Tanya Gold Tanya Gold

Something wild – well, wild for Claridge’s – in Gordon Ramsay’s old cave

The 'wildness' of Fera expresses itself in rustic pottery and the subtle placement of an ornamental pebble

Fera at Claridges [Getty Images/Shutterstock/iStock/Alamy] 
issue 14 June 2014

Fera is in Gordon Ramsay’s old cave at Claridge’s. His red and yellow room, like a ripped-off arm, has been annihilated; here now is ‘restful’ green, and food by Simon Rogan. His cooking apparently ‘never stands still’. (I am quoting a website.) Fera means ‘wild’. In Latin. I am not sure a restaurant can be wild, but it can be needy. I request a table online. Fera says no. I telephone. Fera says yes. I give my credit card details because love is always conditional. I am then invited to confirm, reconfirm, and re-reconfirm, in the manner of a restaurant impersonating a woman requiring reassurance from a green lover. It is like the Daily Mail’s dolphin that fell in love with its trainer, and committed suicide when rebuffed.
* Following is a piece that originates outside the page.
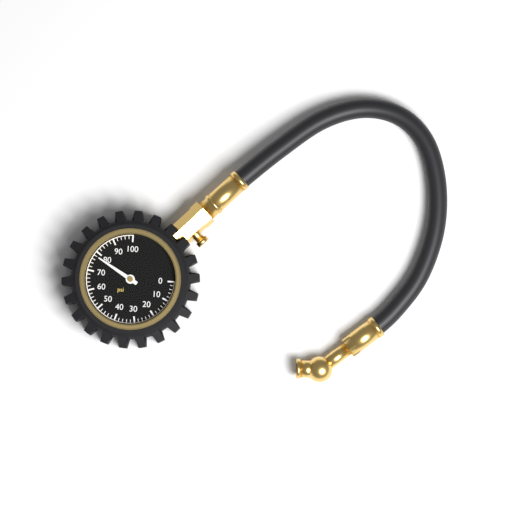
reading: 78 psi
Claridge’s is beautiful and polished to insanity. I am afraid of the people it employs to stand in the lobby and stare at people. They are here to check that visitors match the theme; and, if they are scruffy or disgusting, to move them onwards as soon as possible. (Of course A doesn’t stand a chance; out of a storm, he is bounced away to the cloakroom, dried, pressed and secured to his chair, which is green.) It also employs a woman to invade a toilet cubicle just vacated, should the guest be too stupid or hateful to flush. There are couture children with nannies, and Arab men in sports casual and wires sprouting from their portable electric goods; everyone else looks like Evgeny Lebedev and his publicist. My favourite Claridge’s story is how General Eisenhower fled his suite because it was pink. He moved to a cottage in Kingston-upon-Thames where only the Nazis could get him.

There is a thick round curtain, which has reminded critics who know nothing of strip clubs of strip clubs; the name on the floor in lights; and a dining room on two levels, arranged around the bleached remains of a dead tree.